October 27, 2025


CrisisReady researchers have published a new peer-reviewed study examining how leading AI models perform at one of the most urgent tasks in disaster response: rapidly identifying damage to health facilities. The paper, “Implementation of remote-sensing models to identify post-disaster health facility damage: Comparative approaches to the 2023 earthquake in Turkey,” appeared in PLOS Digital Health on October 27, 2025, authored by Dr. Anu Ramachandran, Akash Yadav, and Andrew Schroeder.

The challenge

When the February 2023 earthquakes struck southern Turkey and northern Syria, one of the highest priorities was understanding the extent of damage across every level of the health system — not only hospitals, but the clinics, pharmacies, and dialysis centers that communities depend on. Traditional ground-based assessments are accurate but slow, often taking weeks to complete, and lower-level facilities frequently wait far down the priority queue. Those delays limit how quickly responders can plan for replacement capacity and long-term rebuilding.

AI models trained on satellite imagery offer a promising shortcut, generating rapid building-damage estimates from remotely sensed imagery. But until now, little has been published about how these estimates are generated, how accurate they are in real-world settings, or where their errors come from.

What the study did

The research takes a comparative approach to two of the most prominent models used during the 2023 response: a Microsoft neural network model and a Google AI model. The team overlaid each model’s building-level damage outputs with the locations of three types of health facilities — hospitals, dialysis centers, and pharmacies — to generate facility-level damage estimates, then evaluated the models for agreement, accuracy, sensitivity, specificity, and common sources of error.

What they found

It proved feasible to combine these data sources to produce rapid health facility damage reports. However, the two models calculate damage in significantly different ways — using different measures, methods, and area polygons — and sensitivity was low for the specific health facilities evaluated. In other words, the models went a long way toward providing a fast, clear view of health system damage, but their differences and limitations need to be understood before their outputs can be trusted as an ensemble.

The authors point to concrete paths forward: improving building identification, strengthening detection of fully destroyed buildings, and spatially aggregating results to improve both the accuracy and usability of these models in operational disaster settings.

Why it matters

As rapid remote assessment becomes increasingly central to humanitarian health response, this work helps define the research agenda for what still needs to be solved. It is a step toward a future where responders can move from satellite imagery to actionable health system intelligence in hours rather than weeks.

This research was conducted by CrisisReady in partnership with Direct Relief, with collaborators from Stanford University and the VA Palo Alto Health Care System.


**What the task asks**
Set out exactly every line of the entries below, starting at the line that holds "Locate an element" and stopping after the line that holds "The height and".

**Records to process**
-=-=-
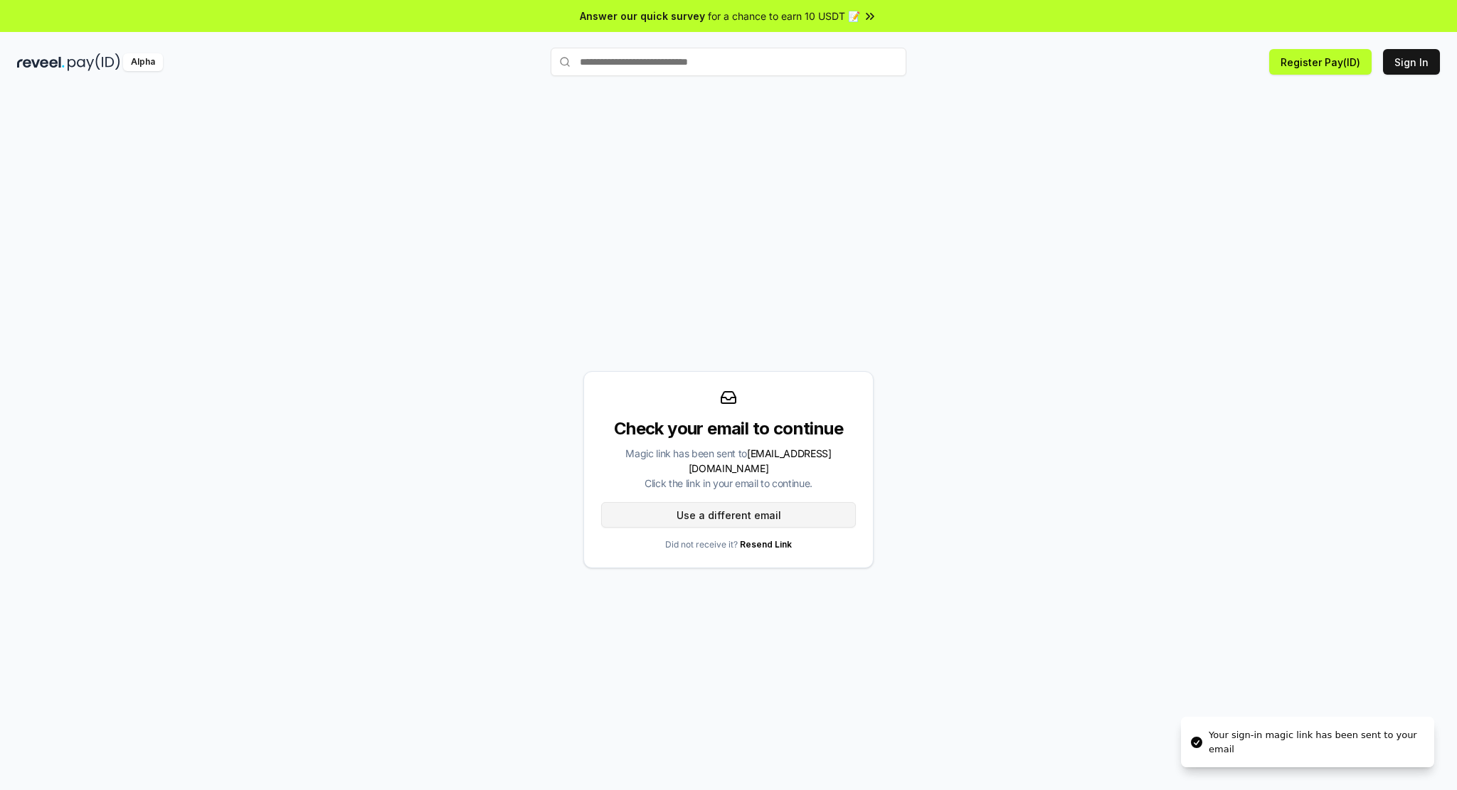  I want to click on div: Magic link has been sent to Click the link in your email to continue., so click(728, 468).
-=-=-
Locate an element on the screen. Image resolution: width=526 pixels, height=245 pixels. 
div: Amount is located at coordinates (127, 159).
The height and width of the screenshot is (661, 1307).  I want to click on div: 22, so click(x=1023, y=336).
-=-=-
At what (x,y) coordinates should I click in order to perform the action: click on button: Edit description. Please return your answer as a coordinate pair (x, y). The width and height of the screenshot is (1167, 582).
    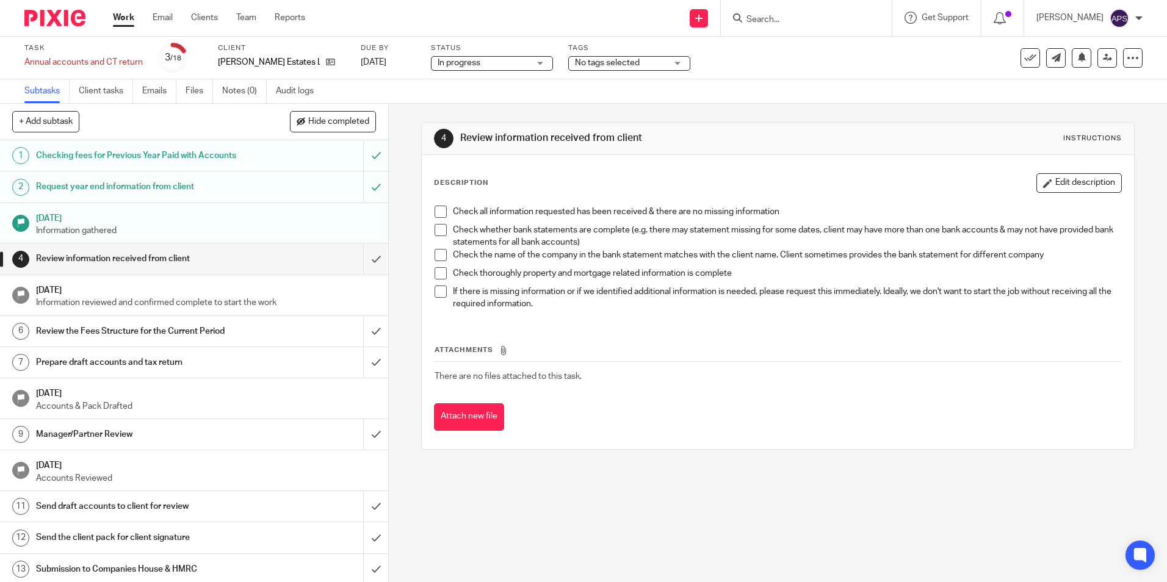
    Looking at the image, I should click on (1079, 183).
-=-=-
**Answer for the task**
Locate an element on the screen. Image resolution: width=526 pixels, height=245 pixels. 
div: Amount is located at coordinates (127, 159).
The height and width of the screenshot is (661, 1307).  I want to click on div: 22, so click(x=1023, y=336).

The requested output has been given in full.